AISLESAY Chicago

PRIDE AND PREJUDICE

by Jane Austen
Original adaptation by James Maxwell
Revised by Alan Stanford
Director Peter Amster
Northlight Theatre
North Shore Center for the Performing Arts
9501 Skokie Boulevard, Skokie/(847) 673-6300

There are probably lovelier books in English than Pride and Prejudice, but it's not easy to remember what they might be. And there are probably more successful transfers from page to stage than the one Peter Amster has directed for Northlight Theatre, but it's not easy to imagine that, either. Using James Maxwell's adaptation (as revised by Alan Stanford), Amster has managed to capture both the comic and romantic aspects of this most comic and romantic of books. In the process, he's created the Platonic ideal live chick flick.

For those who haven't had the pleasure, Pride and Prejudice amounts to this: Elizabeth Bennett is one of five sisters in an English country town whose mother is desperate to get them married. When a bachelor rents a nearby country estate, Mrs. Bennett swings into matchmaking action, and for a while everything seems to go well: bachelor Bingley is enamored of oldest daughter Jane. The only fly in the ointment is Bingley's friend Darcy, a snob who makes fun of the Bennetts not just behind their backs but to their faces. Elizabeth, in particular, infuriates him by refusing to take him seriously. Anyone who's ever read a Harlequin romance, or turned on the Lifetime channel, knows that Darcy's aggravation with Elizabeth will lead inevitably to his falling in love with her, while Jane gets Bingley and the less virtuous and intelligent Bennett sisters get some portion of comeuppance.

But Austen's work isn't about plot--it's about characterizations that double as observations on the constraints of life (for poor men as well as women) as lived in England in the 18th Century. That's what makes her work so hard to capture on stage, because it requires perfect pitch for Austen's tone and an instinct for translating that into performed action. This production has both. The idiot mother literally goes on her knees to Elizabeth once she realizes how wealthy this least-favorite daughter will be; Bingley's sister, covetous of Darcy's attention and envious of its being turned on Elizabeth, sashays and works her fan and talks through her nose like a Monty Python twit; Darcy's aunt (played by the same actress, the splendidly on-target Karen Woditsch) snorts and trumpets and delivers coups de grace from the wings; the Bennetts' idiot cousin Mr. Collins bows and scrapes before the aunt while fussing about his importance, of which there is exactly none. And at the center of it all are Carey Cannon as Elizabeth, effortlessly balancing a charming superiority with human weakness, and Nick Sandys as Darcy, unbending himself with suitable difficulty until, like a dam breaking, he's gushingly in love with Elizabeth before he knows what's happened. They are surrounded by able supporting players, of whom Nigel Patterson (as the idiotic Collins) and Patrick Clear (as the comically detached Mr. Bennett) stand out.

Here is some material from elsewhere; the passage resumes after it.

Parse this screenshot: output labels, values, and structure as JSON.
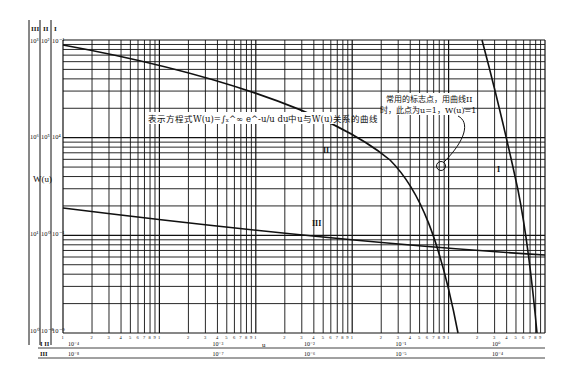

When a cast is this uniformly strong, credit goes to the director. Amster finds the clear through-lines in the complicated plot, and manages to seem casual as he introduces the audience to a whole set of complicated customs which must be understood before they can be satirized. He suggests the context in which the characters live--the gardens, the confining parlors, the Assembly Hall where balls take place-without distracting from their actions. He gets wonderful support for this from scenic designers Richard and Jacqueline Penrod, whose revolve at center stage conveys with simple elegance the extent to which the characters' lives consist of walking to nowhere.

Pride and Prejudice is a tiny gem, and shouldn't be overpraised lest people newly introduced to the work say, "Is that all there is?" But what there is, is plenty, and in this iteration is perfect.